Happy, utterly present in this new life, Jane began to dread her regular call home on Sunday evenings: the forced cheerfulness in her mother’s voice, the eagerness with which she asked about friends and classes. Still, she couldn’t have explained why she didn’t tell her mother about Bridget or Tom right from the
start, or why she let her believe that she and Karen Conklin were not only still roommates, but had become friends and spent all their free time together. Jane liked to think it was because she believed her mother felt connected to Karen, having read her thoughtful note that first day, and wouldn’t worry about Jane being lonely. In darker moments, though, she knew it was pure selfishness that made her keep this happiness to herself.
The day before Thanksgiving she climbed on the Greyhound bus, fearful that, once home, the growing confidence she’d felt in the past months, the sense of belonging would completely dissolve.

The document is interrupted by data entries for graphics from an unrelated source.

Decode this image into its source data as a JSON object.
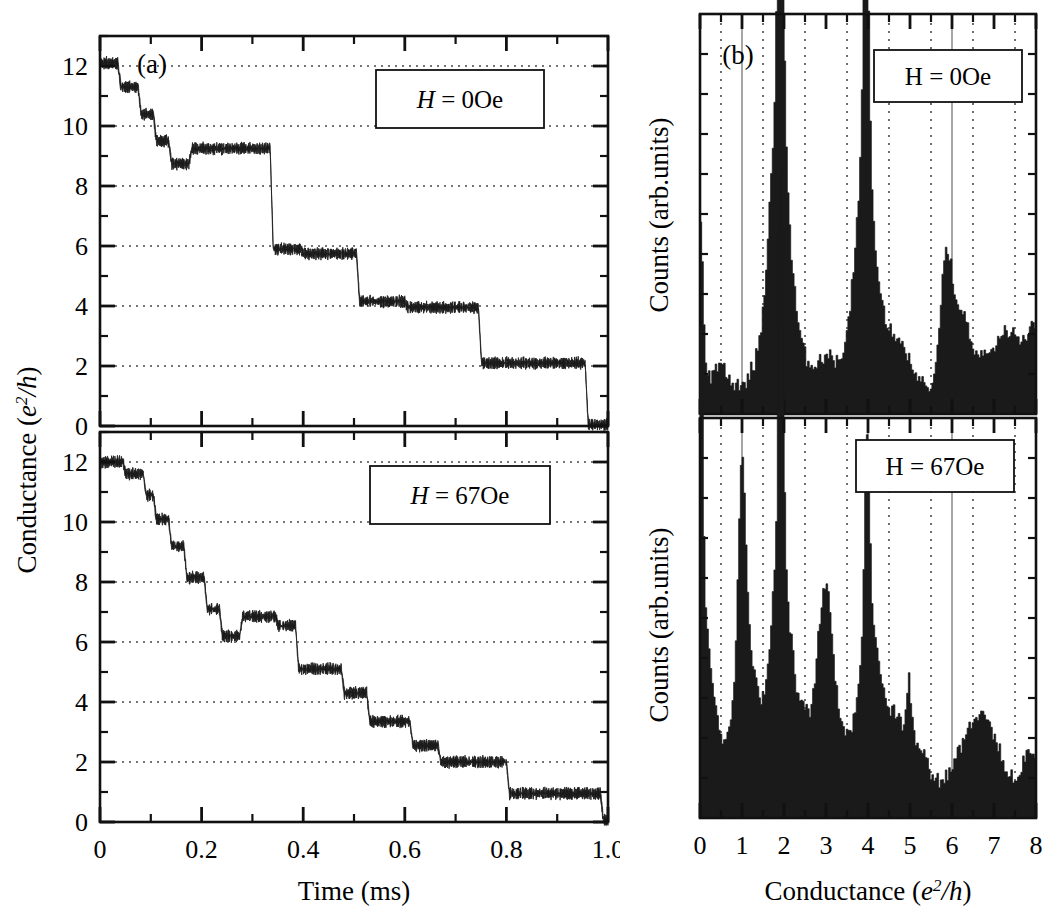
{
  "figure": {
    "panels": [
      {
        "id": "(a)",
        "axes": {
          "xlabel": "Time (ms)",
          "ylabel_prefix": "Conductance (",
          "ylabel_math": "e",
          "ylabel_exp": "2",
          "ylabel_den": "/h",
          "ylabel_suffix": ")",
          "xticks": [
            "0",
            "0.2",
            "0.4",
            "0.6",
            "0.8",
            "1.0"
          ],
          "yticks": [
            "0",
            "2",
            "4",
            "6",
            "8",
            "10",
            "12"
          ]
        },
        "subpanels": [
          {
            "annotation_var": "H",
            "annotation_eq": " = ",
            "annotation_val": "0Oe",
            "annotation_italic": true
          },
          {
            "annotation_var": "H",
            "annotation_eq": " = ",
            "annotation_val": "67Oe",
            "annotation_italic": true
          }
        ]
      },
      {
        "id": "(b)",
        "axes": {
          "xlabel_prefix": "Conductance (",
          "xlabel_math": "e",
          "xlabel_exp": "2",
          "xlabel_den": "/h",
          "xlabel_suffix": ")",
          "ylabel": "Counts (arb.units)",
          "xticks": [
            "0",
            "1",
            "2",
            "3",
            "4",
            "5",
            "6",
            "7",
            "8"
          ]
        },
        "subpanels": [
          {
            "annotation_var": "H",
            "annotation_eq": " = ",
            "annotation_val": "0Oe",
            "annotation_italic": false
          },
          {
            "annotation_var": "H",
            "annotation_eq": " = ",
            "annotation_val": "67Oe",
            "annotation_italic": false
          }
        ]
      }
    ],
    "colors": {
      "ink": "#1a1a1a",
      "axis": "#111111",
      "grid": "#4a4a4a",
      "background": "#ffffff"
    }
  },
  "chart_data": [
    {
      "type": "line",
      "panel": "a-top",
      "title": "Conductance vs time, H = 0Oe",
      "xlabel": "Time (ms)",
      "ylabel": "Conductance (e2/h)",
      "xlim": [
        0,
        1.0
      ],
      "ylim": [
        0,
        13
      ],
      "grid": true,
      "annotation": "H = 0Oe",
      "noise_amplitude": 0.22,
      "plateaus": [
        {
          "x0": 0.0,
          "x1": 0.035,
          "level": 12.1
        },
        {
          "x0": 0.035,
          "x1": 0.075,
          "level": 11.3
        },
        {
          "x0": 0.075,
          "x1": 0.105,
          "level": 10.4
        },
        {
          "x0": 0.105,
          "x1": 0.135,
          "level": 9.5
        },
        {
          "x0": 0.135,
          "x1": 0.175,
          "level": 8.75
        },
        {
          "x0": 0.175,
          "x1": 0.335,
          "level": 9.25
        },
        {
          "x0": 0.335,
          "x1": 0.395,
          "level": 5.9
        },
        {
          "x0": 0.395,
          "x1": 0.505,
          "level": 5.75
        },
        {
          "x0": 0.505,
          "x1": 0.6,
          "level": 4.15
        },
        {
          "x0": 0.6,
          "x1": 0.745,
          "level": 3.95
        },
        {
          "x0": 0.745,
          "x1": 0.955,
          "level": 2.1
        },
        {
          "x0": 0.955,
          "x1": 1.0,
          "level": 0.05
        }
      ]
    },
    {
      "type": "line",
      "panel": "a-bottom",
      "title": "Conductance vs time, H = 67Oe",
      "xlabel": "Time (ms)",
      "ylabel": "Conductance (e2/h)",
      "xlim": [
        0,
        1.0
      ],
      "ylim": [
        0,
        13
      ],
      "grid": true,
      "annotation": "H = 67Oe",
      "noise_amplitude": 0.22,
      "plateaus": [
        {
          "x0": 0.0,
          "x1": 0.045,
          "level": 12.0
        },
        {
          "x0": 0.045,
          "x1": 0.085,
          "level": 11.6
        },
        {
          "x0": 0.085,
          "x1": 0.105,
          "level": 10.9
        },
        {
          "x0": 0.105,
          "x1": 0.135,
          "level": 10.1
        },
        {
          "x0": 0.135,
          "x1": 0.165,
          "level": 9.2
        },
        {
          "x0": 0.165,
          "x1": 0.205,
          "level": 8.15
        },
        {
          "x0": 0.205,
          "x1": 0.235,
          "level": 7.1
        },
        {
          "x0": 0.235,
          "x1": 0.275,
          "level": 6.2
        },
        {
          "x0": 0.275,
          "x1": 0.345,
          "level": 6.85
        },
        {
          "x0": 0.345,
          "x1": 0.385,
          "level": 6.55
        },
        {
          "x0": 0.385,
          "x1": 0.475,
          "level": 5.1
        },
        {
          "x0": 0.475,
          "x1": 0.525,
          "level": 4.3
        },
        {
          "x0": 0.525,
          "x1": 0.61,
          "level": 3.35
        },
        {
          "x0": 0.61,
          "x1": 0.665,
          "level": 2.55
        },
        {
          "x0": 0.665,
          "x1": 0.8,
          "level": 2.0
        },
        {
          "x0": 0.8,
          "x1": 0.985,
          "level": 0.95
        },
        {
          "x0": 0.985,
          "x1": 1.0,
          "level": 0.05
        }
      ]
    },
    {
      "type": "bar",
      "panel": "b-top",
      "title": "Conductance histogram, H = 0Oe",
      "xlabel": "Conductance (e2/h)",
      "ylabel": "Counts (arb.units)",
      "xlim": [
        0,
        8
      ],
      "ylim": [
        0,
        100
      ],
      "grid": true,
      "annotation": "H = 0Oe",
      "bin_width": 0.04,
      "peaks": [
        {
          "center": 0.02,
          "height": 40,
          "width": 0.06,
          "label": "edge spike at 0"
        },
        {
          "center": 0.45,
          "height": 5,
          "width": 0.18
        },
        {
          "center": 1.92,
          "height": 95,
          "width": 0.055,
          "label": "main peak at 2"
        },
        {
          "center": 1.88,
          "height": 46,
          "width": 0.17
        },
        {
          "center": 1.8,
          "height": 24,
          "width": 0.3
        },
        {
          "center": 2.15,
          "height": 14,
          "width": 0.28
        },
        {
          "center": 3.02,
          "height": 7,
          "width": 0.22
        },
        {
          "center": 3.96,
          "height": 62,
          "width": 0.06,
          "label": "peak at 4"
        },
        {
          "center": 3.92,
          "height": 34,
          "width": 0.18
        },
        {
          "center": 3.85,
          "height": 19,
          "width": 0.3
        },
        {
          "center": 4.2,
          "height": 12,
          "width": 0.3
        },
        {
          "center": 4.75,
          "height": 9,
          "width": 0.25
        },
        {
          "center": 5.85,
          "height": 23,
          "width": 0.12,
          "label": "peak at 6"
        },
        {
          "center": 6.05,
          "height": 14,
          "width": 0.22
        },
        {
          "center": 6.35,
          "height": 10,
          "width": 0.25
        },
        {
          "center": 7.1,
          "height": 9,
          "width": 0.3
        },
        {
          "center": 7.55,
          "height": 11,
          "width": 0.28
        },
        {
          "center": 7.95,
          "height": 12,
          "width": 0.12
        }
      ],
      "baseline": 4
    },
    {
      "type": "bar",
      "panel": "b-bottom",
      "title": "Conductance histogram, H = 67Oe",
      "xlabel": "Conductance (e2/h)",
      "ylabel": "Counts (arb.units)",
      "xlim": [
        0,
        8
      ],
      "ylim": [
        0,
        100
      ],
      "grid": true,
      "annotation": "H = 67Oe",
      "bin_width": 0.04,
      "peaks": [
        {
          "center": 0.03,
          "height": 88,
          "width": 0.045,
          "label": "edge spike at 0"
        },
        {
          "center": 0.12,
          "height": 30,
          "width": 0.14
        },
        {
          "center": 0.28,
          "height": 13,
          "width": 0.22
        },
        {
          "center": 1.0,
          "height": 43,
          "width": 0.075,
          "label": "peak at 1"
        },
        {
          "center": 1.05,
          "height": 26,
          "width": 0.2
        },
        {
          "center": 1.1,
          "height": 16,
          "width": 0.38
        },
        {
          "center": 1.93,
          "height": 92,
          "width": 0.05,
          "label": "main peak at 2"
        },
        {
          "center": 1.9,
          "height": 36,
          "width": 0.17
        },
        {
          "center": 1.88,
          "height": 20,
          "width": 0.33
        },
        {
          "center": 2.25,
          "height": 13,
          "width": 0.28
        },
        {
          "center": 2.98,
          "height": 30,
          "width": 0.16,
          "label": "peak at 3"
        },
        {
          "center": 3.05,
          "height": 21,
          "width": 0.38
        },
        {
          "center": 3.98,
          "height": 50,
          "width": 0.06,
          "label": "peak at 4"
        },
        {
          "center": 4.05,
          "height": 26,
          "width": 0.22
        },
        {
          "center": 4.15,
          "height": 16,
          "width": 0.38
        },
        {
          "center": 4.72,
          "height": 12,
          "width": 0.22
        },
        {
          "center": 4.98,
          "height": 15,
          "width": 0.05
        },
        {
          "center": 5.2,
          "height": 10,
          "width": 0.25
        },
        {
          "center": 6.45,
          "height": 14,
          "width": 0.35
        },
        {
          "center": 6.9,
          "height": 10,
          "width": 0.3
        },
        {
          "center": 7.9,
          "height": 10,
          "width": 0.2
        }
      ],
      "baseline": 4
    }
  ]
}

She tried to read, study, sleep, but ended up staring out of the window at what seemed like an endless number of small towns and stubbled cornfields as the bus wound its way north, through Indiana. The sky was gray; even so, Jane saw the cloud of smog hanging over her hometown well before she saw the first sprawl of houses or the tall, spewing smokestacks of the steel mills.
Her father was waiting at the station, smoking a cigarette, shy and awkward as a teenage boy. She smelled whiskey on his breath when he embraced her, his fortification for anxious moments like this one – or maybe just to get him through the day. Walking through the front door of their little tract house, it seemed to Jane as if she was looking through the wrong end of a telescope. Everything looked so small, so close. The worn carpet, the flickering TV screen, the Formica dinette table set for dinner. There were Amy and Susan, wearing the red Indiana sweatshirts she’d saved up to buy for them. And Bobby, stretched out on the sofa, taller, skinnier, and more sullen than she’d remembered him to be.
“I fixed scalloped potatoes and ham for dinner!” Mrs. Barth said. “Your favorite. It’s ready any time. You’re hungry, aren’t you? After that long bus trip –” She stepped back and looked at her daughter. “Oh, honey, I’m so glad you’re home. It’s so good to see you.”
Jane wasn’t glad to be home, she wasn’t the least bit hungry. What she wanted to do was collapse right where she stood and sleep until it was time to go back to Bloomington on Sunday morning. But she attempted a smile. Be nice, she told herself; pretend you’re thrilled to be here. For three days, be the Jane they need you to be. But when she took her place at the dinner table, it seemed to her as if she’d never even been away.